Guardian:

Trickle-down economics doesn’t work but build-up does – is Biden listening?
A new study confirms tax cuts for the rich do not benefit the rest.

Politicians rarely want to raise taxes on the rich. Joe Biden promised to do so but a closely divided Congress is already balking.

That’s because they’ve bought into one of the most dangerous of all economic ideas: that economic growth requires the rich to become even richer. Rubbish.

In a new study, David Hope of the London School of Economics and Julian Limberg of King’s College London lay waste to the theory. They reviewed data over the last half-century in advanced economies and found that tax cuts for the rich widened inequality without having any significant effect on jobs or growth. Nothing trickled down.

Meanwhile, the rich have become far richer. Since the start of the pandemic, just 651 American billionaires have gained $1tn of wealth.

In December 2020 what Americans believe the mass of Americans will benefit from the very wealthy becoming richer?
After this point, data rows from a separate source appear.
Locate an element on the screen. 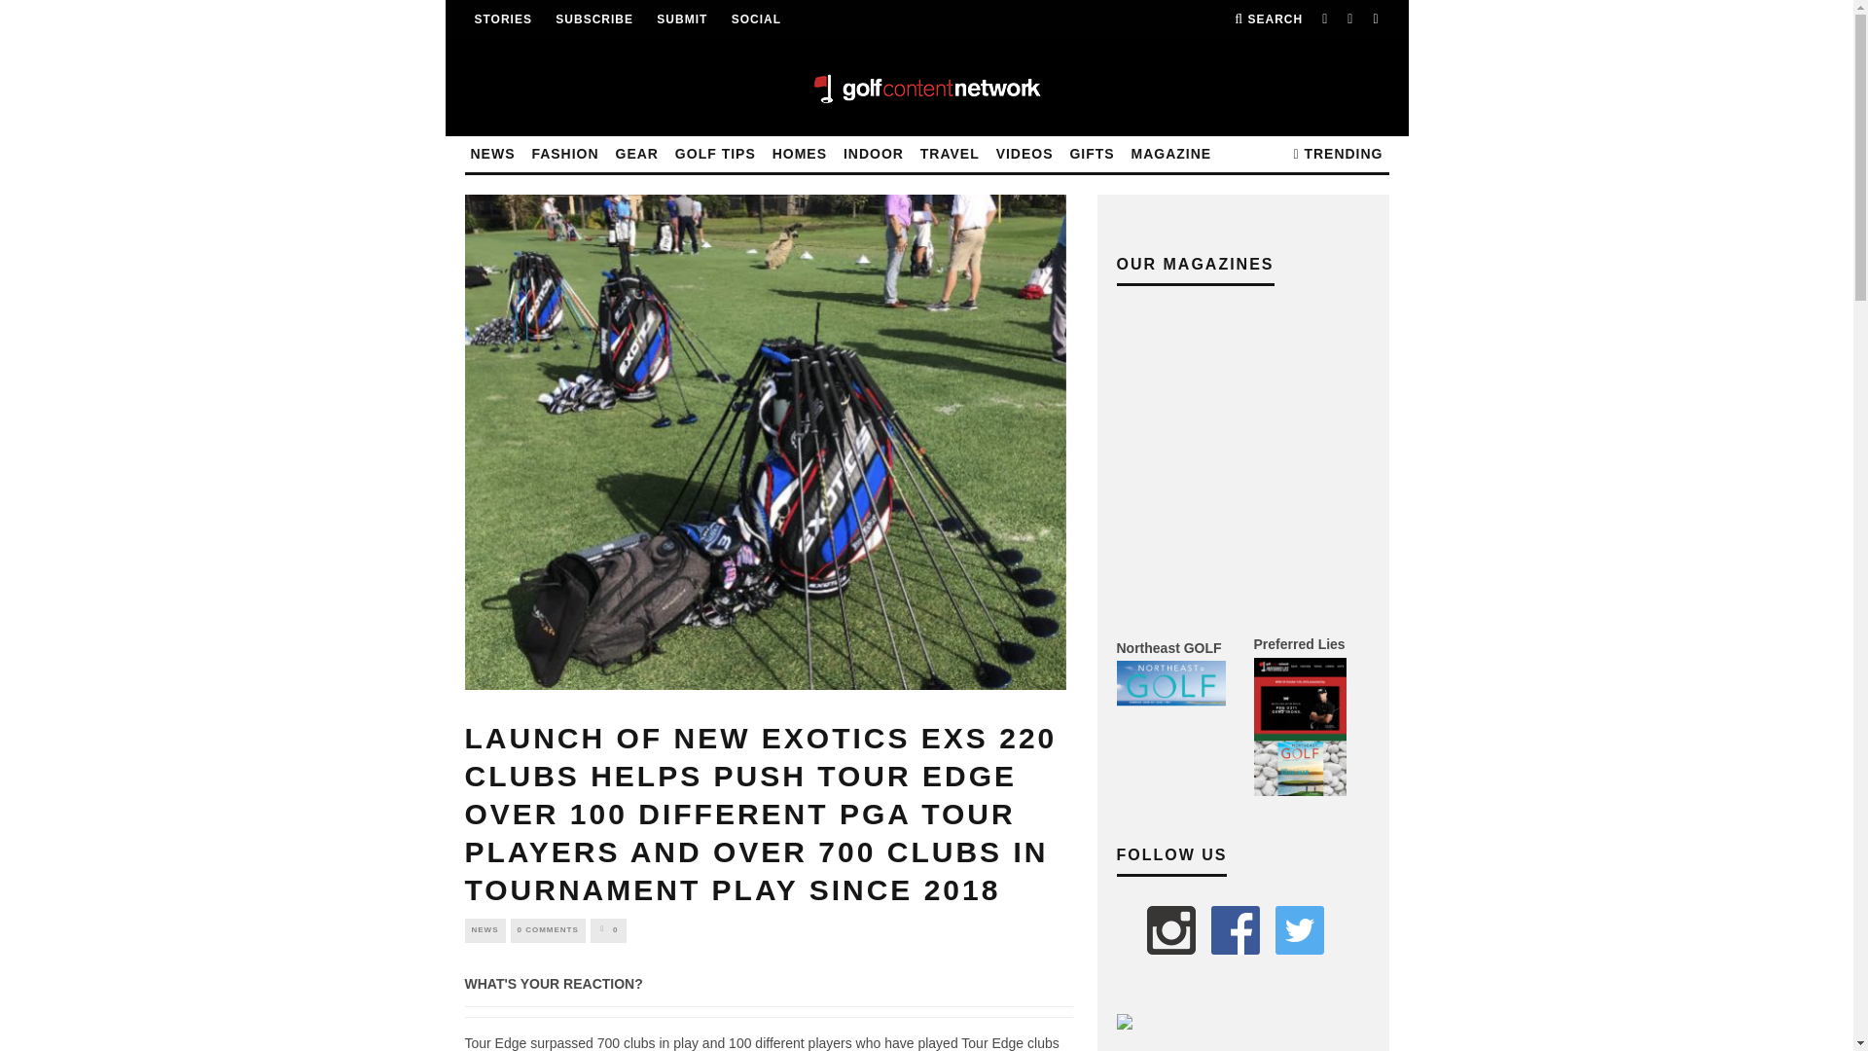 The height and width of the screenshot is (1051, 1868). Search is located at coordinates (1269, 19).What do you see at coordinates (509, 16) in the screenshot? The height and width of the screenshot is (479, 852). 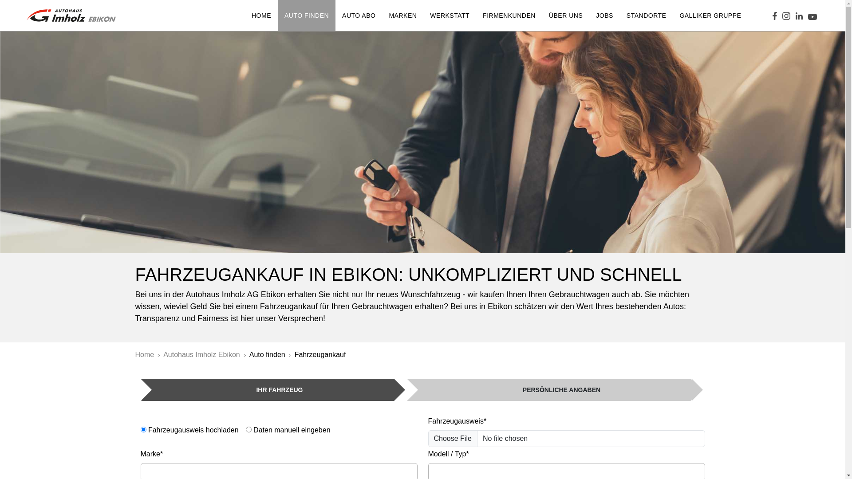 I see `FIRMENKUNDEN` at bounding box center [509, 16]. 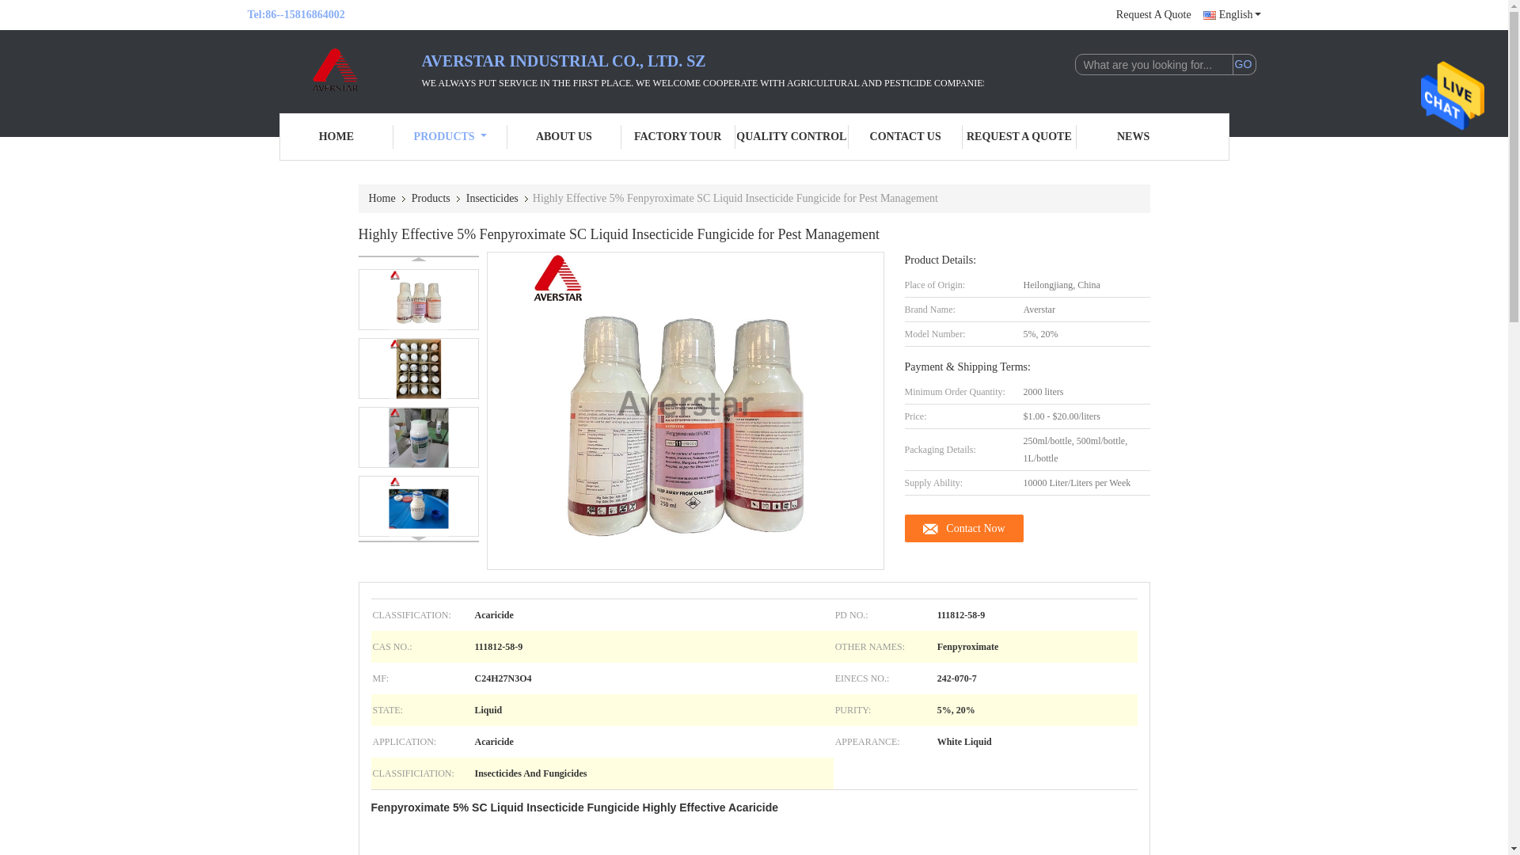 I want to click on English, so click(x=1231, y=14).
Does Robert Reich honestly think this is why Congress objects to wealth taxes? This article perpetuates the fallacy that American politics increase disparity of wealth out of some sort of ignorance, from misguided altruism. Tax breaks for the wealthy are a mistaken attempt to help the impoverished. Ah, but now a new study provides corrective evidence which was lacking. Who possibly believes this?

Guardian:

Ten of the richest people in the world have boosted their already vast wealth by more than $400bn (£296bn) since the coronavirus pandemic began as their businesses were boosted by lockdowns and financial crises across the globe.

The extra wealth accumulated by the 10 men – approximately $450bn, using Forbes figures – over the past nine months is more than the £284bn the British government is estimated to have spent on tackling the pandemic and the economic damage it has wrought on its 66 million people.
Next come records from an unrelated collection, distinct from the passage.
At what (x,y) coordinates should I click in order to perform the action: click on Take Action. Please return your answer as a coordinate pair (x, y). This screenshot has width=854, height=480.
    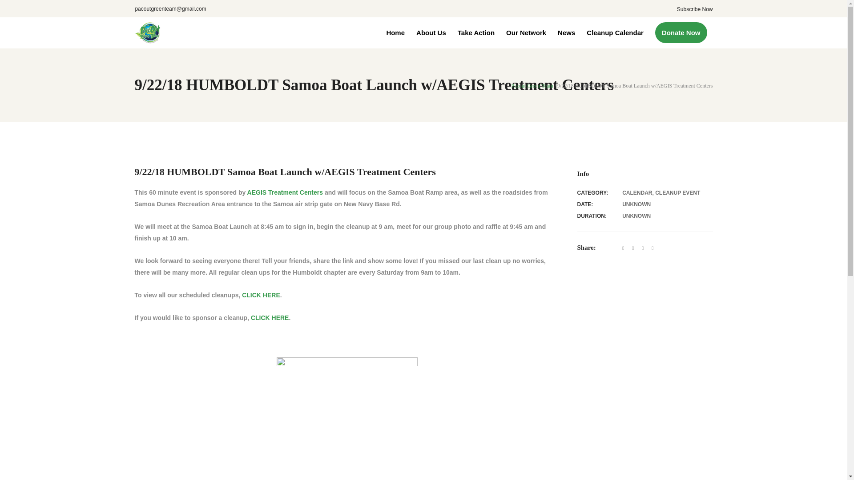
    Looking at the image, I should click on (476, 32).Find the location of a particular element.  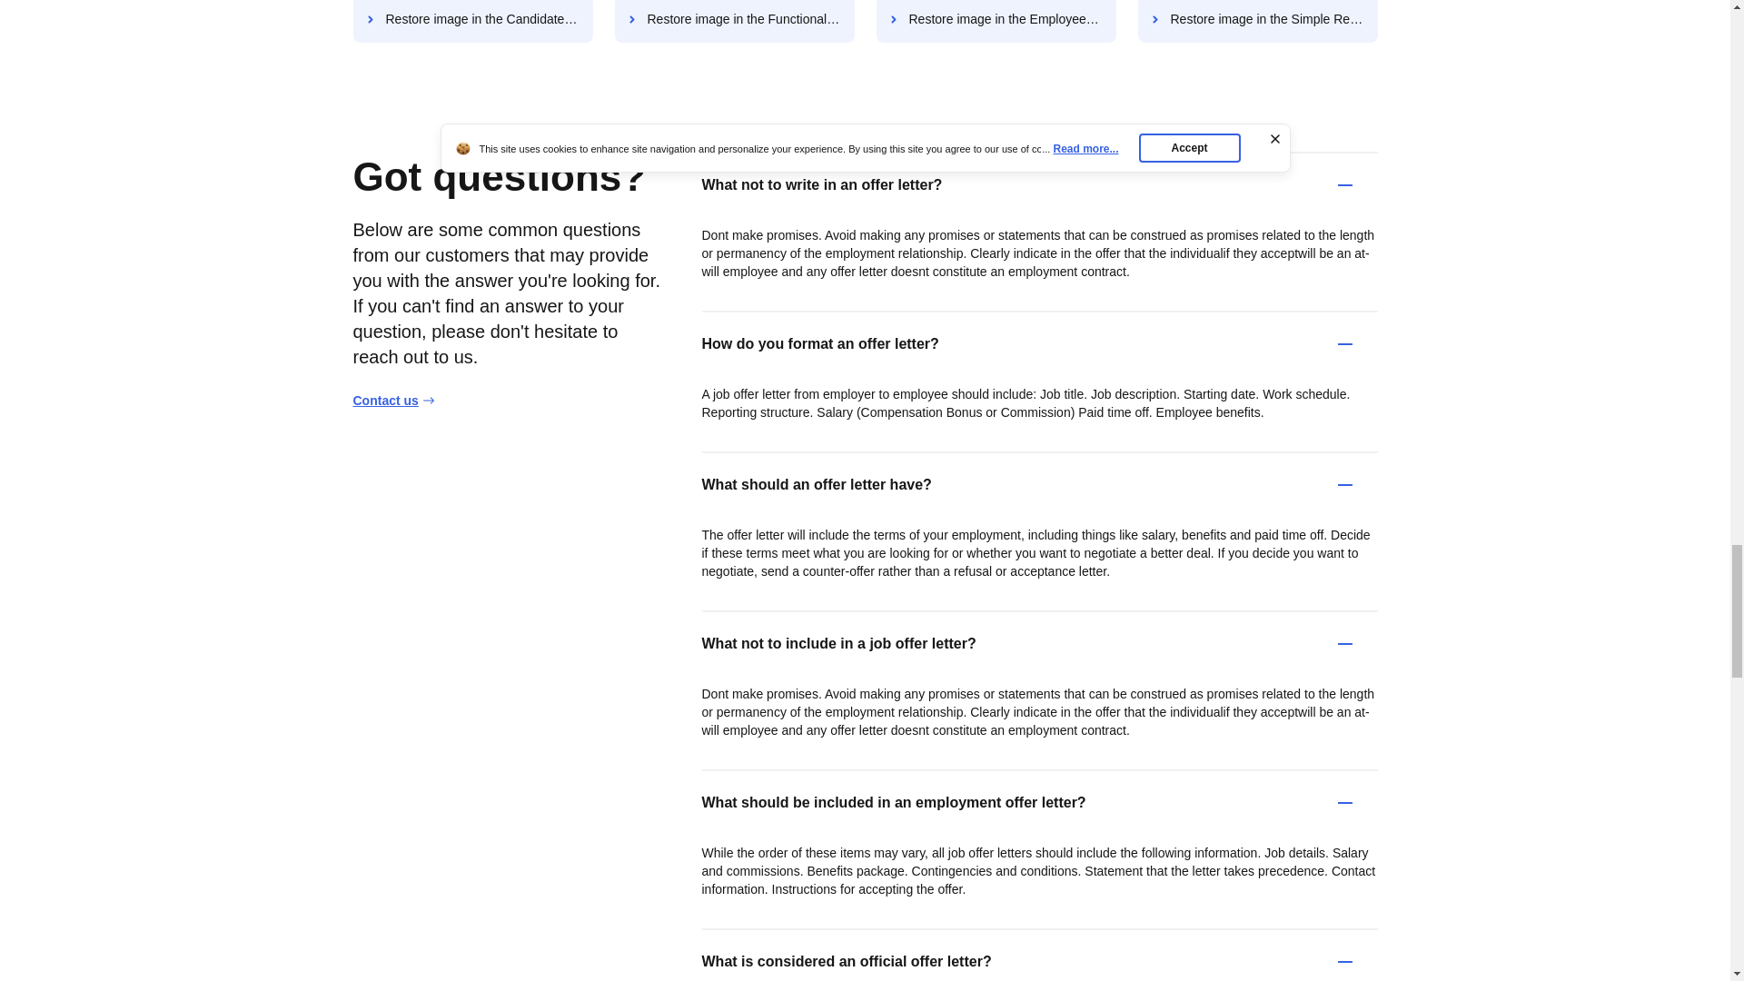

Restore image in the Candidate Resume is located at coordinates (472, 22).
In a related report, the campaign group Americans for Tax Fairness estimates the collective wealth of America’s 651 billionaires has risen by $1.1tn over the same period. Frank Clemente of Americans for Tax Fairness said:
“Their pandemic profits are so immense that America’s billionaires could pay for a major Covid relief bill and still not lose a dime of their pre-virus riches. Their wealth growth is so great that they alone could provide a $3,000 stimulus payment to every man, woman and child in the country, and still be richer than they were nine months ago.”
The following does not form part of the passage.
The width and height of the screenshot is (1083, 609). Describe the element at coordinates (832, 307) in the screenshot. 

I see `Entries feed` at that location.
Ana Arendar, the head of Oxfam’s inequality campaign, said the fact that the richest of the rich have made so much money during the coronavirus pandemic “proves beyond a shadow of a doubt that the global economic system is not fit for purpose”.

“Allowing the wealth of a tiny few to explode while hundreds of millions suffer is nothing short of a dereliction of duty,” she said of global governments’ inaction on widening inequality.

“Extreme poverty is rising for the first time in a decade and hundreds of millions of people face dire hardship; in many cases failing into debt, skipping meals and being forced into destitution,” Arendar said. “Governments need to stop pandering to the richest.“

The language here perpetuates illusions, of course.

„The global economic system is not fit for purpose”? What purpose is envisioned?

“Allowing the wealth of a tiny few to explode … is nothing short of a dereliction of duty“? What duty is imagined?

„global governments’ inaction on widening inequality“? Inaction? How is the widening inequality thought to have been generated?

Last year on the occasion of Habermas’s 90th birthday, Die Zeit:

Für Habermas ist der Hinweis auf die „Komplexität“ moderner Gesellschaften zur faulen ideologischen Ausrede geworden, zu einer Art Selbstentwaffnung politischer Eliten, die den Mut zur gestaltenden Politik verloren hätten. Anstatt alles dafür zu tun, die transnationale Zusammenarbeit zu vertiefen, beugten sie sich einer „abstrakt beschworenen Wettbewerbsfähigkeit“ und damit dem Trend wachsender Ungleichheit.